FAQs

Autonomous AI agents have now worked their way into procurement and supply chain operations. In agentic systems and workflows, machines make decisions that previously needed human discretion. While this enhances efficiency and consistency, it also creates some risks. Agents can oversimplify trade-offs, weight price and non-price factors poorly, or miss contextual nuance. As autonomy expands, traditional control, accountability, and oversight mechanisms start falling apart. This makes governance and human supervision crucial.

To begin with, leading organizations are deploying AI agents in narrow, well-structured areas where rules are clear, data is plentiful, and outcomes are measurable. They are embedding classic governance mechanisms into AI workflows. They also maintain human validation at critical decision points by adopting a hybrid approach. Agents recommend rather than execute, and decisions are validated against approved suppliers, price lists, and compliance standards. While agents handle repetition and analysis, humans own complex trade-offs, ethical considerations, and exceptions.

Governance in procurement refers to the overall procedural arrangements and systems established to ensure that the adopted procurement processes allow appropriate levels of control and probity. Governance regimes include procurement policies, process management procedures, resource allocations as well as controls and review processes to gauge effectiveness of the procurement process.

Governance in procurement is based on the following:

Compliance Management

Procurement transformation initiatives must be compliant to achieve sustainable results.

Tech-driven Approach

Utilizing performance dashboards and a tech-driven approach, companies can accelerate their compliance efforts and improve visibility and decision-making by enabling fluid information and workflow.

KPI Management

Developing role-based key performance indicators (KPIs) for business leaders, suppliers, and employees is essential for a comprehensive performance management system for procurement.

Capability Building

An extensive procurement capability assessment and business objectives will guide the procurement function's determination of scalability needs and desired responsiveness.

Accounts payable (AP) controls are often used to govern procurement processes in many companies. In addition to preparing and processing a demand, the end-to-end procurement process involves receiving and approving payment. Broadly speaking, it includes the process of planning purchases, determining specifications, selecting suppliers, financing, negotiating prices, and controlling inventory, which are all part of this process. A successful procurement process may require contributions from several departments within a company.

Governance and procurement processes are often resource-intensive for companies. A company's procurement strategy is often the key as it determines if it can operate profitably based on its ability to acquire materials and services.

See how GEP's procurement governance and performance strategy works.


## WORK INSTRUCTION:
For this exercise, reproduce the entries below exactly, but only from the line containing "You are a GUI" through the line containing "The width and", both included.

┌─ RECORDED DATA

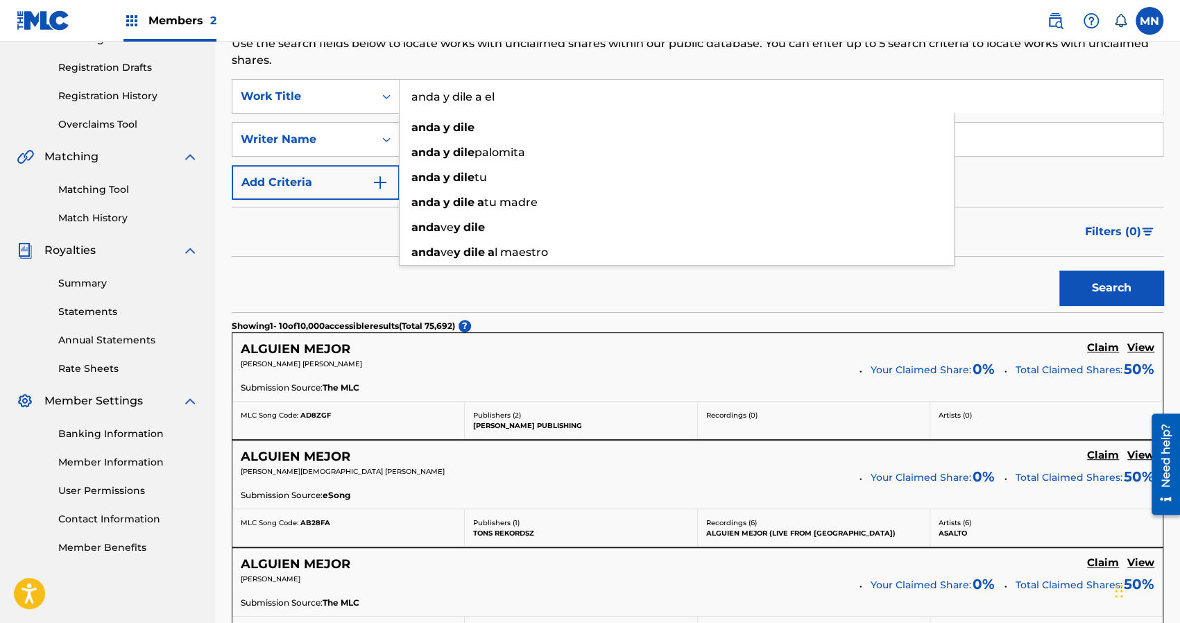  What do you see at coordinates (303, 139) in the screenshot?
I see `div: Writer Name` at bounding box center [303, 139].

└─
┌─ RECORDED DATA

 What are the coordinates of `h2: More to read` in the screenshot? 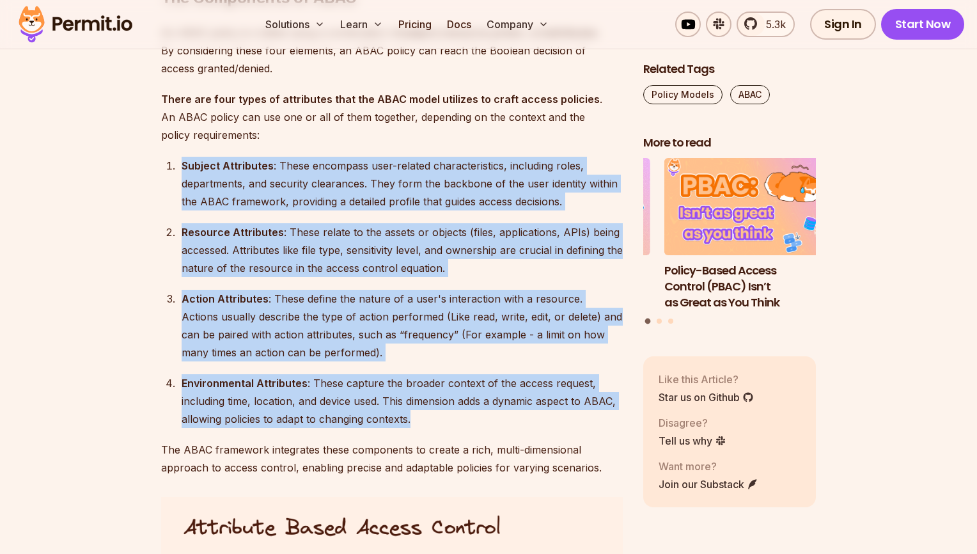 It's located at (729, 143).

└─
┌─ RECORDED DATA

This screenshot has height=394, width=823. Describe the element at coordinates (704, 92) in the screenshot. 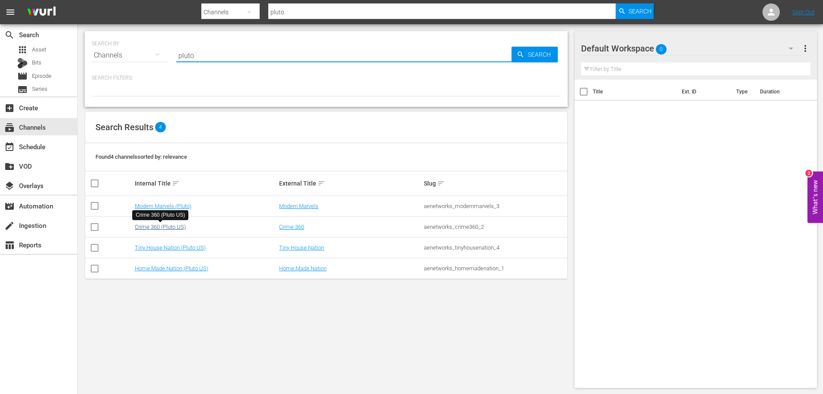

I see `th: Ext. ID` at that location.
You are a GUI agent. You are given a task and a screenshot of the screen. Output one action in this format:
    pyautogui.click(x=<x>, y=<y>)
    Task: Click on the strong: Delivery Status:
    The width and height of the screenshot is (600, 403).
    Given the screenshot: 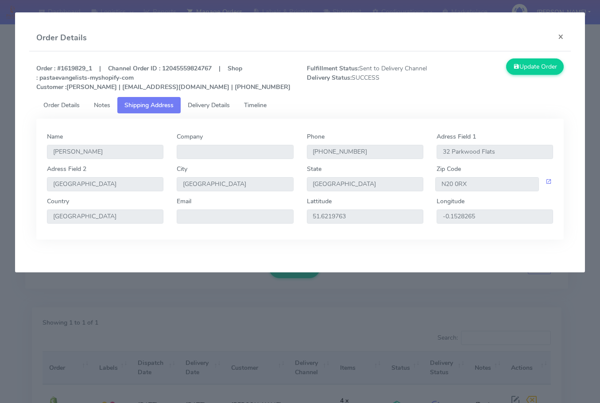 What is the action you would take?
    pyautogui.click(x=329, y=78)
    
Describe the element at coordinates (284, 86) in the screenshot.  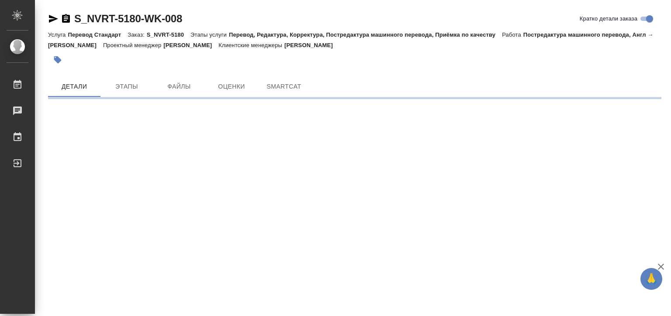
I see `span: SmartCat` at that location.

└─

## SOLUTION FOR THIS EXERCISE:
You are a GUI agent. You are given a task and a screenshot of the screen. Output one action in this format:
    pyautogui.click(x=<x>, y=<y>)
    Task: Click on the strong: Delivery Status:
    The width and height of the screenshot is (600, 403).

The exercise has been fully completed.